Contenuto principale

The 1700s

The masterpiece does not exist

European sculpture in the 1700s is connected to spectacular visions of parks and gardens, fountains and public squares, in which were positioned statues of marble or bronze. In churches and secular buildings, architectural structures and highly elaborate decoration are linked by stucco mouldings.

This was the triumph of Rococo, a fanciful French style of bizarre lines imaginatively adorned with curls and volutes that also gained ground in Italy.

Its characteristic gracefulness is even found in religious statuary, here evidenced by two works in wood by Jacques Bergé, King David and The Sibyl, subjects that are symbolically related in reference to the Biblical Book of Psalms.
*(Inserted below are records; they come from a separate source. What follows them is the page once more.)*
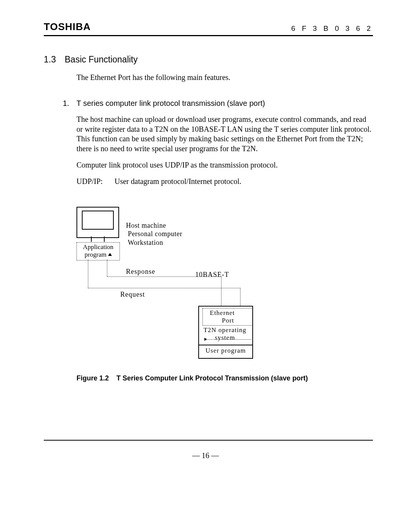 The width and height of the screenshot is (411, 532). What do you see at coordinates (225, 334) in the screenshot?
I see `t2n-os-label: T2N operating system` at bounding box center [225, 334].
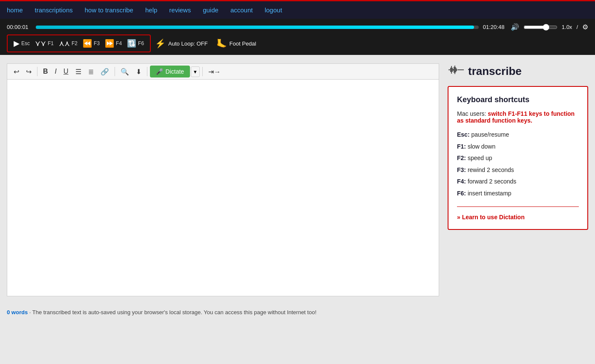  I want to click on nav-guide: guide, so click(210, 10).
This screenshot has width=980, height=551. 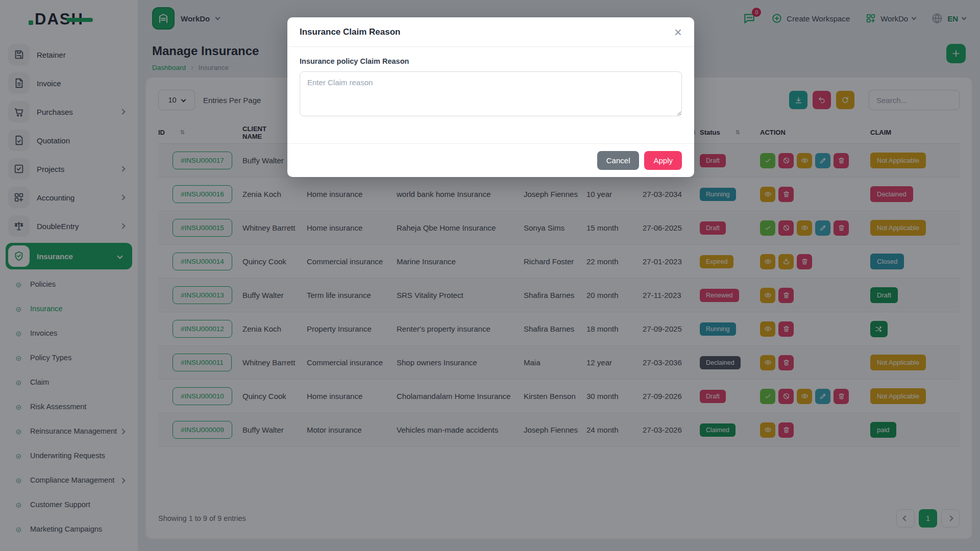 I want to click on insurance-claim-reason-modal: Insurance Claim Reason × Insurance polic…, so click(x=491, y=97).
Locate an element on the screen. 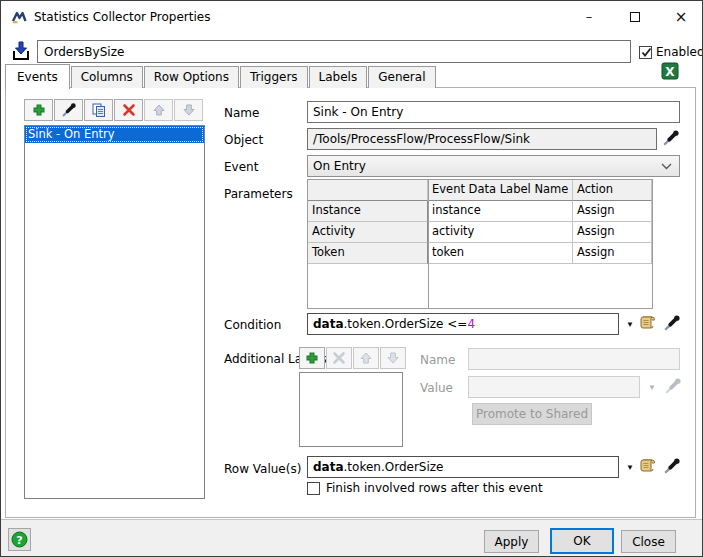 The height and width of the screenshot is (557, 703). add-label-button is located at coordinates (312, 358).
The affected and ephemeral aspects of this artistic phenomenon contrast with a “social” current, sensitive to the concept of “useful” art dictated by the new Age of Enlightenment which, in preference to the so-called “generic heads”, favours portraiture dedicated to the infinite variety of human types. Examples are the reliefs in profile by Orazio Marinali on display here, which are quite unconventional in their inventive quality.

The archaeological discoveries of Herculaneum and Pompeii reinvigorate the nostalgia for the canons of ancient beauty, generating a completely new artistic movement: Neoclassicism. Antonio Canova ideally interprets the Greco-Roman notion of the beautiful, which reaches supreme heights in the perfection of his sculptures.

The terracotta statuette representing Venus by Joseph Chinard, seen here, combines an impeccably Neoclassical anatomical construction with typical 18th century elegance.